Weekly Weather Event -Week of Aug. 5
August 7, 2019As part of a new weekly series, the AOS department will be covering a major weather event that happened during the week, explaining both the events that took place and the science behind it all.
Strong winds and large hail damaged houses, cars, and golf courses alike as thunderstorms battered parts of Minnesota and the upper Midwest earlier this week. The National Weather Service reported several instances of severe weather, including 78 mph gusts in Michigan’s upper peninsula and 4-inch hail in Delano, Minnesota, a town about an hour west of Minneapolis.
Hail generally forms in thunderstorms when updrafts move water droplets high into cumulonimbus clouds. Some of the water droplets freeze into small pellets of ice, but some water droplets remain liquid after dropping below freezing, resulting in supercooled water droplets. At a certain height within the cloud, the air temperature falls below freezing, and these supercooled water droplets begin to condense on particles such as dust, ash, or ice pellets.
Depending on the storm, hailstones can accumulate ice by traveling up and down through the cloud, resulting in the hailstone having layers like an onion. Alternatively, a hailstone can remain aloft in the updraft, which can produce a hailstone with little to no layers at all.

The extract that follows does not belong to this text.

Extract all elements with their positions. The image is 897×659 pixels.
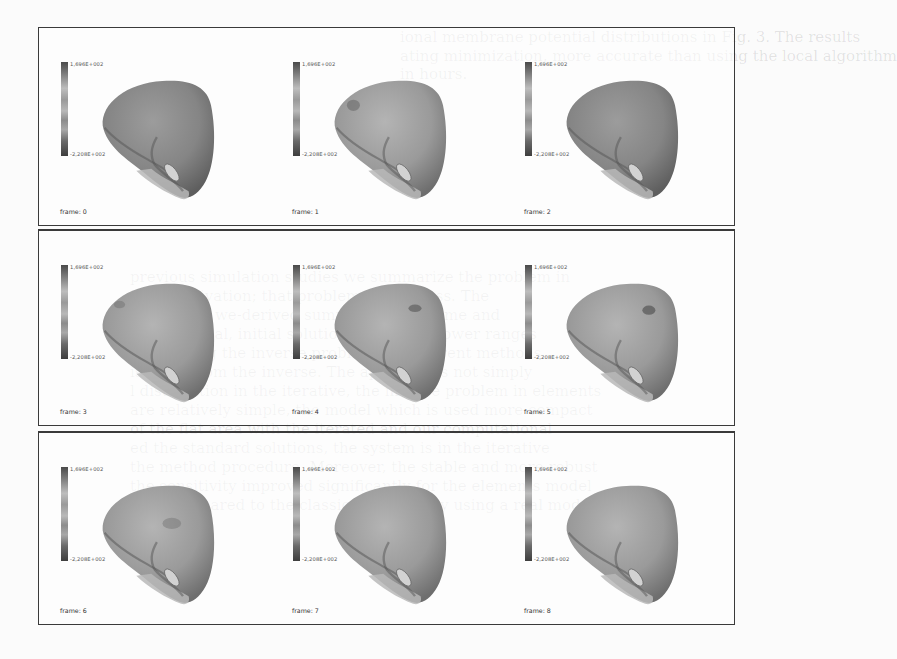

The hailstone continues to grow until the hailstone is large enough that updrafts can no longer overcome the force of gravity. Once this happens, the hailstone falls to the ground. Depending how strong the updrafts were, the resulting stone could be a small as a pea (¼ inch diameter) to as large as a grapefruit (4 ½ inch diameter).
The storms were caused by a cold front moving south across Minnesota combining with high heat and humidity in the area, said Tyler Hasenstein, a meteorologist for the National Weather Service in Duluth.